Why I Like Designing in the Browser – Cloud Four
This describes how I like to work too.
Smart advice on future-proofing and backward-compatibility:
There isn’t a single, specific device, browser, and person we cater to when creating a web experience. Websites and web apps need to adapt to a near-infinite combination of these circumstances to be effective. This adaptability is a large part of what makes the web such a successful medium.
Consider doing the hard work to make it easy and never remove feature queries and @supports statements. This creates a robust approach that can gracefully adapt to the past, as well as the future.
This describes how I like to work too.
Some interesting experiments in web typography here.
Remember when every company rushed to make an app? Airlines, restaurants, even your local coffee shop. Back then, it made some sense. Browsers weren’t as powerful, and apps had unique features like notifications and offline access. But fast-forward to today, and browsers can do all that. Yet businesses still push native apps as if it’s 2010, and we’re left downloading apps for things that should just work on the web.
This is all factually correct, but alas as Cory Doctorow points out, you can’t install an ad-blocker in a native app. To you and me, that’s a bug. To short-sighted businesses, it’s a feature.
(When I say “ad-blocker”, I mean “tracking-blocker”.)
Finally! View transitions for multi-page apps (AKA websites) will be landing in Chrome soon—here’s hoping other browsers follow suit. Mozilla are up for it. Apple are, as usual, silent on their intentions.
Nice to see a blog post of mine referenced to show that this is a highly-requested feature. Blogging gets results, folks!
It’s very exciting to see the support for popovers—I’ve got a use-case I’m looking forward to playing around with.
Although there’s currently a bug in Safari on iOS (which means there’s a bug in every browser on iOS because …well, you know).
Technically, websites can do just about anything that native apps can do. And yet the actual experience of using the web on mobile is worse than ever.
Safari 18 supports `content-visibility: auto` …but there’s a very niche little bug in the implementation.
It’s almost as though humans prefer to use post-hoc justifications rather than being rational actors.
Browser are user agents, not developer agents.
An alternate route to a declarative version of the Web Share API.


PROBLEM DESCRIPTION:
Read the records that follow and state how many lines hold "ecosystem", adding nothing else.

THE RECORDS:
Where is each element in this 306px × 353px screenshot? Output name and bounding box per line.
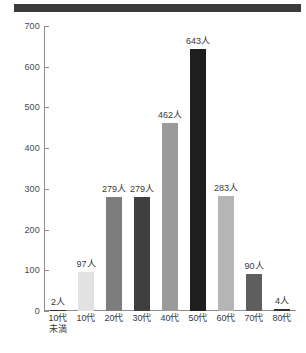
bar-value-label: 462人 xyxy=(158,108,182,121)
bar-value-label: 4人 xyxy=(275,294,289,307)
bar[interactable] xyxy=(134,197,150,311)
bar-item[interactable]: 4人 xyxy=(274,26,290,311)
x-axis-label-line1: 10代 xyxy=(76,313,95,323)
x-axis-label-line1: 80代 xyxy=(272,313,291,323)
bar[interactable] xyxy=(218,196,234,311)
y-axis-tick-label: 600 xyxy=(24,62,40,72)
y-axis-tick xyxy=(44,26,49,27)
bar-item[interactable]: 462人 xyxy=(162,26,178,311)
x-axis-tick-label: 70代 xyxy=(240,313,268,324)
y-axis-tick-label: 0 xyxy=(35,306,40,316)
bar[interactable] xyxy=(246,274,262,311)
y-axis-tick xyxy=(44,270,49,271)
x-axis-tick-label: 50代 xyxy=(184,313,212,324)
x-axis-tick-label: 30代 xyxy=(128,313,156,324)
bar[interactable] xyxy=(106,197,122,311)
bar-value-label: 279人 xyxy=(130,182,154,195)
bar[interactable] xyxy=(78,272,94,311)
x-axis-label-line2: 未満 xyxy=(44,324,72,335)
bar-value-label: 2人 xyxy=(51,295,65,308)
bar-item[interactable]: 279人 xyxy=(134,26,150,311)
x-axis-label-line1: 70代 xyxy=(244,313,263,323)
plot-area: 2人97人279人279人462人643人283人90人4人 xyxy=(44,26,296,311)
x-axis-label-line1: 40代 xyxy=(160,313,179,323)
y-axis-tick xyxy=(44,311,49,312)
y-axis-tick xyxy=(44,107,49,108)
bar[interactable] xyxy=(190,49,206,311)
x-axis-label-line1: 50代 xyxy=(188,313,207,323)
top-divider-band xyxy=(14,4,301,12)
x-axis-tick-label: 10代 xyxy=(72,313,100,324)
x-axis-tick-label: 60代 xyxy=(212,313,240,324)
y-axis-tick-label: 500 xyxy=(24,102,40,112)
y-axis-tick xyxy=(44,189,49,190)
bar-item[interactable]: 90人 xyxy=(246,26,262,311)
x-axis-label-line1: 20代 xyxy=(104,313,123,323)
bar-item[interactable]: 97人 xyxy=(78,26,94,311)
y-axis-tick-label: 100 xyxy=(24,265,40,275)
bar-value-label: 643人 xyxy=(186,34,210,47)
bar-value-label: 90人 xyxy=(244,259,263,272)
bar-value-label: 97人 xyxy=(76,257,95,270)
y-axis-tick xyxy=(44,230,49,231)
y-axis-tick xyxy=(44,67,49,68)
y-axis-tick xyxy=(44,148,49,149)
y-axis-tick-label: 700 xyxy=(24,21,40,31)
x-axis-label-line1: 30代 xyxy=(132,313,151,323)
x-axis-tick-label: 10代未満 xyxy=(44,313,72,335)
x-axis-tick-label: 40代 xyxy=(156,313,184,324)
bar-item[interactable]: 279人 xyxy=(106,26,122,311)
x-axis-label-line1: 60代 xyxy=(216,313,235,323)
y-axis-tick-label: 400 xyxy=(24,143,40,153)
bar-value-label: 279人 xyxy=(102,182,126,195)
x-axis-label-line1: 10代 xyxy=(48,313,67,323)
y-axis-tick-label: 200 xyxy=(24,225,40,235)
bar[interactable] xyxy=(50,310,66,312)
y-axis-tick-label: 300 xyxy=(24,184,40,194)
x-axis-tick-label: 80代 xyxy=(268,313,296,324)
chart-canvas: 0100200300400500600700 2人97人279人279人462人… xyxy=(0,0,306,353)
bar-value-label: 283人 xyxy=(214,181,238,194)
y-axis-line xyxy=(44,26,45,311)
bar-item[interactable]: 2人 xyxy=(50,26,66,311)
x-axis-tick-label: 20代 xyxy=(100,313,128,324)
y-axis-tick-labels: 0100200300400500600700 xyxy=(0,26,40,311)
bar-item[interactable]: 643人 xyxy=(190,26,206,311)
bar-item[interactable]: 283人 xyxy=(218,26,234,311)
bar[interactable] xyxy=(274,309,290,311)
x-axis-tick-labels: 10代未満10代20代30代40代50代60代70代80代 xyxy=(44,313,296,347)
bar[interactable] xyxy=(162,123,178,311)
---
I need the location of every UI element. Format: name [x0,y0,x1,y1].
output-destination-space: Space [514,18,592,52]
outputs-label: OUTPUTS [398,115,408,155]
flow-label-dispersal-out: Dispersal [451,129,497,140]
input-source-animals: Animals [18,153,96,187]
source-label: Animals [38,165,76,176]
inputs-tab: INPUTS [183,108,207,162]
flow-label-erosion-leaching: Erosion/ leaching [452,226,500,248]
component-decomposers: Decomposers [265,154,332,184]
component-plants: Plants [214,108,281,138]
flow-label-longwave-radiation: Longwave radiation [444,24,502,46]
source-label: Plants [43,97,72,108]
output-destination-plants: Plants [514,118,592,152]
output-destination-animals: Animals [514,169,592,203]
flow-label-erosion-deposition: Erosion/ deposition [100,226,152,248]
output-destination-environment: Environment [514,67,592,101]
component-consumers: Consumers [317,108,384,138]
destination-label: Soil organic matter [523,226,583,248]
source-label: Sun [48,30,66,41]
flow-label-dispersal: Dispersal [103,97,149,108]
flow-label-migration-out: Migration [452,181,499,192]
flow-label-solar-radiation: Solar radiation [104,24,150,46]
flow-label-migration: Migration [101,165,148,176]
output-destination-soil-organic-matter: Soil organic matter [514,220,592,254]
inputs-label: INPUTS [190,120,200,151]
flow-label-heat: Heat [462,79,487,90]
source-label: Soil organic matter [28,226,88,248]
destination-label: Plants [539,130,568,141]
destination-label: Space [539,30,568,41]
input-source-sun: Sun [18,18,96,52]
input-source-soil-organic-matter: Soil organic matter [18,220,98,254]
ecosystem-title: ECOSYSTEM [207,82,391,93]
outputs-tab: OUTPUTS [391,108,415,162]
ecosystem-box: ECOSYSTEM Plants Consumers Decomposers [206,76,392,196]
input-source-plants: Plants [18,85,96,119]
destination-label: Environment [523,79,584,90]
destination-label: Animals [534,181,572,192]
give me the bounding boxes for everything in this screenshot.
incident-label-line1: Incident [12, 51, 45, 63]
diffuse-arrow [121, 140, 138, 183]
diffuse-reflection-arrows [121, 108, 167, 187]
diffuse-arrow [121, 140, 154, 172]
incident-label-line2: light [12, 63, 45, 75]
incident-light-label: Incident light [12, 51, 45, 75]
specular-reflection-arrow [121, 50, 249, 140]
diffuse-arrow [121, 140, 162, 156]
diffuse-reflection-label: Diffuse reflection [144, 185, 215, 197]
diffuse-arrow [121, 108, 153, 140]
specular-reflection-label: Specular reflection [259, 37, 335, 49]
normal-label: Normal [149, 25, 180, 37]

WRITTEN ANSWER:
2